350 years ago, services other than government-sponsored worship were outlawed. Any who refused to attend the state church were heavily fined. Troops were stationed in people’s houses and given liberty to do anything they liked to the local population. The punishment for conducting “illegal” worship was execution. Landlords, magistrates and any in a position of authority had to support and reinforce such measures. People were driven to desperation under such tyranny. What could they do? In November 1666 they rose up in self-defence, but was it right to do so?
On 13 November 1666, a spontaneous event arose from a particular instance of brutality. The soldiers were exacting “church fines” and one poor old man was being threatened with being roasted alive on his own hearth because he could not pay. When others intervened the soldiers attacked with swords, but one of the Covenanters fired a pistol wounding one of them and the others surrendered.
Realising that, having gone thus far, they would be considered rebels they decided to raise an armed force. They intended to go to Edinburgh to petition the government for relief from oppression. On the way, they renewed the National Covenant at Lanark and Gabriel Semple preached. In his sermon he mentioned Proverbs 24:11-12 which condemns failing to deliver those that are “drawn unto death, and those that are ready to be slain”. He applied this in a moving reference to the rescue at Dalry and the wider context.
But government troops pursued them awaiting a time to attack. Through night marching and inclement weather when they got to Edinburgh,”they looked rather like dying men than soldiers going to a battle…weary, faint, half-drowned, half-starved”. When the gates of Edinburgh were closed against them they made their way home to the west. It was at this point that General Dalyell engaged them with his army of some 3,000 well-equipped men. The Covenanters had around 700-900. A battle ensued at Rullion Green in the Pentland Hills about seven miles from Edinburgh on Wednesday, 28 November. Fifty of the Covenanters were killed and eighty captured.
Sir James Stewart of Goodtrees (1635-1713) published a defence of the Pentland Rising together with a minster called James Stirling. The book was called Naphtali, or, The wrestlings of the Church of Scotland for the kingdom of Christ. Stewart was an advocate, later Lord Advocate. He describes the tyrannical laws and events surrounding the Pentland Rising. He then goes on to make some arguments in defence of the Covenanters which are summarised below.
1. Self-Defence
The rising was an act of self-defence. God has given both the power and right of self-defence which cannot be set aside or renounced as it is part of God’s law [see the 6th commandment, Shorter Catechism Q.68-69].
2. Recognition of God-ordained Government
They were not anti-government but neither could they accept that kings and governments could do no wrong. Governments are ordained of God in subordination to His law for the safety of every individual. If either of these are perverted, the common bond of society, government and law, is dissolved. Rulers who command things directly contrary to the law of God may be justly disobeyed. Those who destroy their kingdom may be lawfully resisted.
3. Emergency Action Against Tyranny
When the common bond of government and society is dissolved, individuals may join and associate for their better defence and preservation. This is what takes place when societies are first formed. They may join together in self-defence.
4. God’s Law is Supreme
Scotland’s kings and parliaments had recognised the revealed Word and will of God to be the superior rule of law. They must continue to abide by this even if the current government did not.
5. Continued Obligation to God
They belonged to a nation solemnly and expressly engaged by covenant to God and with each other for the advancing the objectives of the National Covenant. This meant endeavouring a national reformation and the “valiant vindication of the glory of God and His work and cause”. They had to continue to uphold this no matter who departed from it, lest they would come under God’s judgements. They had been burnt and set aside by the government. The king and government had personally signed the covenants in the past and had (like others) held their office by signing them. Yet such sacred covenants cannot be dissolved by man, these obligations remained as far as God was concerned and the consciences of those who feared His name and sought His glory.
6. Defending What is Most Important
They were engaged in the defence and preservation of life, liberties and the commonwealth, “against the most barbarous and horrid violences and injuries that can be imagined”. They also acted for the glory of God and the Lord Jesus Christ, in defence and maintenance of the blessed gospel and its precious ministry and ordinances. These were duties and concerns infinitely more important than civil liberties. Clearer grounds for self-defence and reformation cannot possibly be supposed.
Conclusion
The Pentland Rising was not treason against lawful authority. Risings and leagues contrary to law are treasonable if they “are not warranted and commanded by the superior law and authority of God”. For this reason, the Rising “was altogether lawful, righteous and necessary”. It was self-defence against the authorities tyrannically invading the rights of the individual with brutal, physical violence. Clearly, applying such principles in a different context needs much careful and prayerful consideration. They were pushed to this last resort. It is clear that these Covenanters had a clear grasp of the religious and civil liberties which they held so dear.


● YOUR GOAL
Scan the records for "have". Show the matching lines.

==============================

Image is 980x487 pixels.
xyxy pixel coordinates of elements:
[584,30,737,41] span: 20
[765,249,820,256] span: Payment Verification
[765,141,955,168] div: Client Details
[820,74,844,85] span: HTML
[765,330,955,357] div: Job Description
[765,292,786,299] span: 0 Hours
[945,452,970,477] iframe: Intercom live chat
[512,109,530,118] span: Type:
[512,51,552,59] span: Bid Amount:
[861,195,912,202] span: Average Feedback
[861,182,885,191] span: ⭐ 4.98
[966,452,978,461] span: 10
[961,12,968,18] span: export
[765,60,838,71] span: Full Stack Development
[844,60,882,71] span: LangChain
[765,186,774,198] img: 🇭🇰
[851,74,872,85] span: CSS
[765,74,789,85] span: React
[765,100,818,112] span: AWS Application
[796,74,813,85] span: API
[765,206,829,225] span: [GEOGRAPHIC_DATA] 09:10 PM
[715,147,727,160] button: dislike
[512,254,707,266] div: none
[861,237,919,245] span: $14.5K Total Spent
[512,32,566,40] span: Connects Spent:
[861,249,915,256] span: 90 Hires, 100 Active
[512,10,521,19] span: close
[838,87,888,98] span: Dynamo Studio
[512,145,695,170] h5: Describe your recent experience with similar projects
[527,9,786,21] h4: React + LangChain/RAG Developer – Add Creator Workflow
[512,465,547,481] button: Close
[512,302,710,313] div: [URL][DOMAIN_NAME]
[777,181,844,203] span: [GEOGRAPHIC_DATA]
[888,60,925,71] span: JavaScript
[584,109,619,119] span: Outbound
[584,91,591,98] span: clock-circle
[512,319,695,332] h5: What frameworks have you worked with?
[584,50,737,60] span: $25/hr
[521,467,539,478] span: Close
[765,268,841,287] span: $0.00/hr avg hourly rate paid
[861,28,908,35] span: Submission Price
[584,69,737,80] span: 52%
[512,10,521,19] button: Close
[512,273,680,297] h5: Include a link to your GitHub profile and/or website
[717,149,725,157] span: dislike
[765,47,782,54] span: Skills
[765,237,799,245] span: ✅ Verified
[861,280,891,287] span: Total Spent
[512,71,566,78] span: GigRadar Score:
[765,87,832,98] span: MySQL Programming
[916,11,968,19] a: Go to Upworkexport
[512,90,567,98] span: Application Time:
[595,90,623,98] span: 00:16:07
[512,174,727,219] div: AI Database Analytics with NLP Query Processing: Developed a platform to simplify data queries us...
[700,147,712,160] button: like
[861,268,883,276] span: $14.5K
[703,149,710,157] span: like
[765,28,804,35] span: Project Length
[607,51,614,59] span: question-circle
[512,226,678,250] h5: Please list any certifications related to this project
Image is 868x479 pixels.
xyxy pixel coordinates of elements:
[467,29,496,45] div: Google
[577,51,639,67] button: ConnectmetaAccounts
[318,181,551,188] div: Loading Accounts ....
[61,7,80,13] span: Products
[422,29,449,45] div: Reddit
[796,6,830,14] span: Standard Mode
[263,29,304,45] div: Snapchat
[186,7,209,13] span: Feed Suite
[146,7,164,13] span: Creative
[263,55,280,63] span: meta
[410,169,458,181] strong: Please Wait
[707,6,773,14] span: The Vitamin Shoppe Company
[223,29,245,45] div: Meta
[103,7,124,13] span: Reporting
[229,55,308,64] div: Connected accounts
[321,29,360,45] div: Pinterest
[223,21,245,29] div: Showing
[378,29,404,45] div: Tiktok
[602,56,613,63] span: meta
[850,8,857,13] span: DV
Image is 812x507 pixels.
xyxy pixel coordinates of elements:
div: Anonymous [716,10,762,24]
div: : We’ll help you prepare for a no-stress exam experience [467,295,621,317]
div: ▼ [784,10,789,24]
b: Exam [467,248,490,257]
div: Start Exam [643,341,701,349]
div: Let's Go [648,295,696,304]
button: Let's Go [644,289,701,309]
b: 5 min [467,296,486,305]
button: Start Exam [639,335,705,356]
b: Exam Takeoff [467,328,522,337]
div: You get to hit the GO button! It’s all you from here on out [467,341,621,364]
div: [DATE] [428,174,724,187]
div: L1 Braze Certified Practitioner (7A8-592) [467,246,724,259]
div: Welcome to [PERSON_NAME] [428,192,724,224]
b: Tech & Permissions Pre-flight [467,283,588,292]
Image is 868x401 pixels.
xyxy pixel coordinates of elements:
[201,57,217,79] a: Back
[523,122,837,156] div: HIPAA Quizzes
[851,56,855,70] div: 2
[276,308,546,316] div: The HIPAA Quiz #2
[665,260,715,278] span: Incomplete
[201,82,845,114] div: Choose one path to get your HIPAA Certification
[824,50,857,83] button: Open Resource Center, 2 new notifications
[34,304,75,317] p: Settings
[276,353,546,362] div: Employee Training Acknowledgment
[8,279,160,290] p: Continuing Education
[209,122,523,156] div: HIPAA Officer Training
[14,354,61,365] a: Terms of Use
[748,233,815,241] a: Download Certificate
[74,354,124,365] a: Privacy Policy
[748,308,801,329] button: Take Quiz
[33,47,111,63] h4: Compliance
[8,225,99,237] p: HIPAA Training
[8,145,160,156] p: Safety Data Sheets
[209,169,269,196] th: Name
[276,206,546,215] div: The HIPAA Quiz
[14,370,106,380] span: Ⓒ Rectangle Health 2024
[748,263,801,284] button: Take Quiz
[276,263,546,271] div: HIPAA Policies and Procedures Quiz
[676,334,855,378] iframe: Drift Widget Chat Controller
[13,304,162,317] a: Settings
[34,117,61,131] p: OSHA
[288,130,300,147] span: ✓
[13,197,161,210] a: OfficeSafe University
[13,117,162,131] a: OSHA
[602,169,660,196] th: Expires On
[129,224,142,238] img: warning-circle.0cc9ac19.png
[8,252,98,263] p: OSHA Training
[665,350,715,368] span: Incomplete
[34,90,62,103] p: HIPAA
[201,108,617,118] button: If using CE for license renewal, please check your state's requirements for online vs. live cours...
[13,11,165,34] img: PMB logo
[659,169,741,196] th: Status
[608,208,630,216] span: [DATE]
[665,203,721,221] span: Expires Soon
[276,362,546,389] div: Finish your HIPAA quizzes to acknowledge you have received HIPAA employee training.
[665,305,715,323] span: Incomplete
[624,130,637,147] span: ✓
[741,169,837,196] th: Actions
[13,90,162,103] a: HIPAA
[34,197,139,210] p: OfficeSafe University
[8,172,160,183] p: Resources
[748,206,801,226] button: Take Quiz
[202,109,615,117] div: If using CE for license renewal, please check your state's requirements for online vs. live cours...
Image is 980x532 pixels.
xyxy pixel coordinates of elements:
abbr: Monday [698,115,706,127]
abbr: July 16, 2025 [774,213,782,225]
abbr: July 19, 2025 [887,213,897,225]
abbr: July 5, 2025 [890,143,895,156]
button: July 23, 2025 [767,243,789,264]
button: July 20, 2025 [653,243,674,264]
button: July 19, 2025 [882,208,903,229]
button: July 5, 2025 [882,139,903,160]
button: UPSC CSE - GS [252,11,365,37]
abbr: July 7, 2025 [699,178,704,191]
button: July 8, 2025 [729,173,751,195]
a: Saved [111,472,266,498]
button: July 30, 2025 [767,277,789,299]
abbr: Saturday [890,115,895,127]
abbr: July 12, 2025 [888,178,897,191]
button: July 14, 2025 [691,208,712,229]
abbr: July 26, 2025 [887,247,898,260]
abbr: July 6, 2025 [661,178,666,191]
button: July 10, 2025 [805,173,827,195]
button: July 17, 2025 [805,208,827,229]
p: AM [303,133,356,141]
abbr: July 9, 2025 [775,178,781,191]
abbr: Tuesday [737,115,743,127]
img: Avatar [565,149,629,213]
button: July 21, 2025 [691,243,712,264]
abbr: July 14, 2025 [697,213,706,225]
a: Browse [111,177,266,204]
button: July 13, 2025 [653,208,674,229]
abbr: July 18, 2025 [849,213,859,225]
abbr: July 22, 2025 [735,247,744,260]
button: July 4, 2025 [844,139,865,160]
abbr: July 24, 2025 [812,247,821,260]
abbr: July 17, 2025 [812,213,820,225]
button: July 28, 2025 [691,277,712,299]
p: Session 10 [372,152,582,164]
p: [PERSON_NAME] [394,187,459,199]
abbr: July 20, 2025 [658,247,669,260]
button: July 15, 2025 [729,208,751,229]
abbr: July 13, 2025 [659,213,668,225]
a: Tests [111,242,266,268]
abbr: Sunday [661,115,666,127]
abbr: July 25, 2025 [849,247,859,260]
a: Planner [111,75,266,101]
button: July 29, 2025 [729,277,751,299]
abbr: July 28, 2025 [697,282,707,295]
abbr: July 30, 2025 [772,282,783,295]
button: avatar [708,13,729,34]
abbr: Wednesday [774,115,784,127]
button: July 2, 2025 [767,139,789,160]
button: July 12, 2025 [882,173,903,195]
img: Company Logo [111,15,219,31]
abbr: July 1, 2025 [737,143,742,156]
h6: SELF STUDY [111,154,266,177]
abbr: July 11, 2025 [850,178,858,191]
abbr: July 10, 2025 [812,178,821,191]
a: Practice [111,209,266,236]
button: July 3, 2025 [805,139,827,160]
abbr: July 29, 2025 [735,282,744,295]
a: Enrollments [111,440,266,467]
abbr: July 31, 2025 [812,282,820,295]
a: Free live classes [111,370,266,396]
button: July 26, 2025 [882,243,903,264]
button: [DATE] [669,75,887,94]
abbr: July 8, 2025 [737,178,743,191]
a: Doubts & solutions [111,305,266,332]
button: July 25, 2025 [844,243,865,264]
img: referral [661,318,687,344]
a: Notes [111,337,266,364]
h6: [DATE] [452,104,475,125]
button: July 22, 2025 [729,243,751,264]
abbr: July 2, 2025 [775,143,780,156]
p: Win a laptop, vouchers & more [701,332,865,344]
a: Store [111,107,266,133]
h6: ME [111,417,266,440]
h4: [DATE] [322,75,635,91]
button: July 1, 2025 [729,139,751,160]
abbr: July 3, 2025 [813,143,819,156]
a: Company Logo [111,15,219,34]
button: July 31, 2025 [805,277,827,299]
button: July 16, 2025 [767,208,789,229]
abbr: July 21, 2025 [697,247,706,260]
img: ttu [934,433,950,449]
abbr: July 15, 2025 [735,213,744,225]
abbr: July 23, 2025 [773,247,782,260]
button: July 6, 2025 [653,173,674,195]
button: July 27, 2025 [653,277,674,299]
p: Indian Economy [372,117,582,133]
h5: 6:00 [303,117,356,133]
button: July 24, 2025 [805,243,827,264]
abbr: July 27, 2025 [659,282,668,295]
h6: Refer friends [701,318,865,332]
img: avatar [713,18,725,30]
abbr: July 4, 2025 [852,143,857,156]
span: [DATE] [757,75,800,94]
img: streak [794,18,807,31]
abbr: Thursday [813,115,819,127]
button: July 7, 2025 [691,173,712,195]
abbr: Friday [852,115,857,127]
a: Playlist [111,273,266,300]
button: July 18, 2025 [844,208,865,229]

==============================

● TASK RESPONSE
[512,319,695,332] h5: What frameworks have you worked with?
[276,362,546,389] div: Finish your HIPAA quizzes to acknowledge you have received HIPAA employee training.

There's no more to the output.